FROM their new yard at Nutts Corner, Jamie Smyth and Ryan Anderson produced Bloomfield Valhalla to win the ridden horse supreme championship in Cavan last Sunday evening as the Northern Ireland Festival drew to a close.
Ridden here by Britain’s Polly Coles for her mother Debbie Harrod, the 12-year-old Irish Sport Horse gelding first came to prominence in these pages in 2016, when champion four-year-old hunter at Balmoral and the Tattersalls July Show. As his then connections of Daphne Tierney (owner) and Jane Bradbury (rider) already had a four-year-old middleweight aimed at Dublin, they entered Bloomfield Valhalla in the heavyweight class, where he finished second.
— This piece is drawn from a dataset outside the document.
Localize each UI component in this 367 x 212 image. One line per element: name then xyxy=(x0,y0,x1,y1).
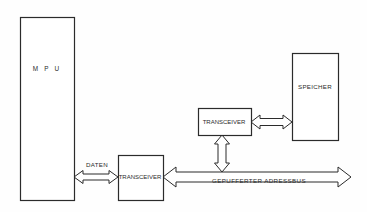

The Lux Z bay, who was bred in Co Tyrone by Ted McKenna out of Dunroe Diamond Clover (by Flagmount Clover Diamond), was then sold to Jayne Ross, under whom he won twice at HOYS.
The reserve supreme was the amateur ridden and veteran horse champion, Tullyroan Cracker, who was partnered by his owner, Mary Deirdre Kinsella, chairperson of Waterford Riding Club. The 18-year-old chesnut ISH gelding by Diamond Cracker, who was bred in Co Tyrone by Margaret Gilpin, is a half-brother to the Cavaliere gelding GHS Calvaruise (CCI3*-S).
Also from Co Waterford, Vincent Phelan bagged the first qualifying ticket for the racehorse to riding horse class at Dublin in August when winning the open class, and championship, here on Friday with Askforbigmoney. An eight-year-old by Ask, the bay gelding fell twice and pulled up once in three starts in point-to-points in the 2021/2022 season.